ENOMEM is obviously temporary. The others are permanent
errors. This is handled simply via a tiny protocol
specification, which I can add near tls_handshake_done().


>>> So the only bone of contention is the timeout; as we won't
>>> be implementing signals I still think that we should have
>>> a 'timeout' attribute. And if only to feed the TLS timeout
>>> parameter for gnutls ...
>> I'm still not seeing the case for making it an individual
>> parameter for each handshake request. Maybe a config
>> parameter, if a short timeout is actually needed... even
>> then, maybe a built-in timeout is preferable to yet another
>> tuning knob that can be abused.
> The problem I see is that the kernel-side needs to make forward
> progress eventually, and calling into userspace is a good recipe
> of violating that principle.

That's why RPC-with-TLS uses wait-interruptible-timeout.

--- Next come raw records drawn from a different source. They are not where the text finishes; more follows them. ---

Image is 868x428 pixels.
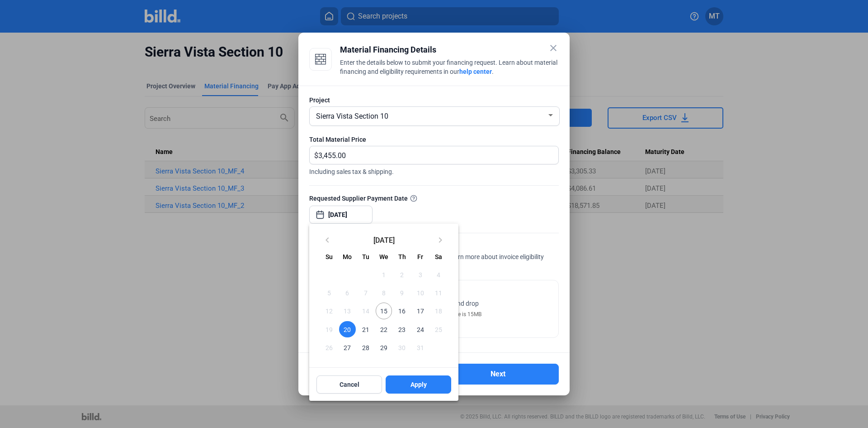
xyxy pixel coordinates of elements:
[375,320,393,338] button: October 22, 2025
[430,283,448,301] button: October 11, 2025
[320,320,338,338] button: October 19, 2025
[393,320,411,338] button: October 23, 2025
[393,301,411,319] button: October 16, 2025
[339,302,356,319] span: 13
[430,302,447,319] span: 18
[326,253,333,260] span: Su
[411,265,429,283] button: October 3, 2025
[358,321,374,337] span: 21
[430,321,447,337] span: 25
[379,253,389,260] span: We
[375,283,393,301] button: October 8, 2025
[356,320,375,338] button: October 21, 2025
[356,283,375,301] button: October 7, 2025
[386,375,451,393] button: Apply
[394,321,410,337] span: 23
[321,302,337,319] span: 12
[412,321,428,337] span: 24
[321,321,337,337] span: 19
[412,266,428,283] span: 3
[394,302,410,319] span: 16
[393,283,411,301] button: October 9, 2025
[376,339,392,355] span: 29
[393,338,411,356] button: October 30, 2025
[375,265,393,283] button: October 1, 2025
[430,265,448,283] button: October 4, 2025
[430,320,448,338] button: October 25, 2025
[412,284,428,301] span: 10
[394,339,410,355] span: 30
[411,283,429,301] button: October 10, 2025
[320,338,338,356] button: October 26, 2025
[430,301,448,319] button: October 18, 2025
[362,253,369,260] span: Tu
[375,338,393,356] button: October 29, 2025
[411,338,429,356] button: October 31, 2025
[376,302,392,319] span: 15
[321,284,337,301] span: 5
[398,253,406,260] span: Th
[338,338,356,356] button: October 27, 2025
[412,339,428,355] span: 31
[410,380,427,389] span: Apply
[358,302,374,319] span: 14
[339,284,356,301] span: 6
[316,375,382,393] button: Cancel
[430,284,447,301] span: 11
[358,339,374,355] span: 28
[435,235,445,245] mat-icon: keyboard_arrow_right
[394,284,410,301] span: 9
[358,284,374,301] span: 7
[356,338,375,356] button: October 28, 2025
[376,321,392,337] span: 22
[411,320,429,338] button: October 24, 2025
[320,265,375,283] td: OCT
[393,265,411,283] button: October 2, 2025
[376,284,392,301] span: 8
[394,266,410,283] span: 2
[343,253,352,260] span: Mo
[375,301,393,319] button: October 15, 2025
[338,320,356,338] button: October 20, 2025
[435,253,442,260] span: Sa
[376,266,392,283] span: 1
[340,380,359,389] span: Cancel
[336,236,431,243] span: [DATE]
[338,301,356,319] button: October 13, 2025
[339,321,356,337] span: 20
[320,283,338,301] button: October 5, 2025
[411,301,429,319] button: October 17, 2025
[321,339,337,355] span: 26
[339,339,356,355] span: 27
[430,266,447,283] span: 4
[417,253,423,260] span: Fr
[412,302,428,319] span: 17
[338,283,356,301] button: October 6, 2025
[320,301,338,319] button: October 12, 2025
[322,235,333,245] mat-icon: keyboard_arrow_left
[356,301,375,319] button: October 14, 2025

> Sending a timeout value as a netlink parameter has the advantage
> the both sides are aware that there _is_ a timeout.
> The alternative would be an unconditional wait in the kernel,
> and a very real possibility of a stuck process.

I'm not following you. Why isn't wait-interruptible-timeout
in the kernel adequate?


>> I'd like to see some testing results to determine that a
>> short timeout is the only way to handle corner cases.
> Short timeouts are especially useful for testing and debugging;
> timeout handlers are prone to issues, and hence need a really good
> bashing to hash out issues.
> And not having a timeout is also not a good idea, see above.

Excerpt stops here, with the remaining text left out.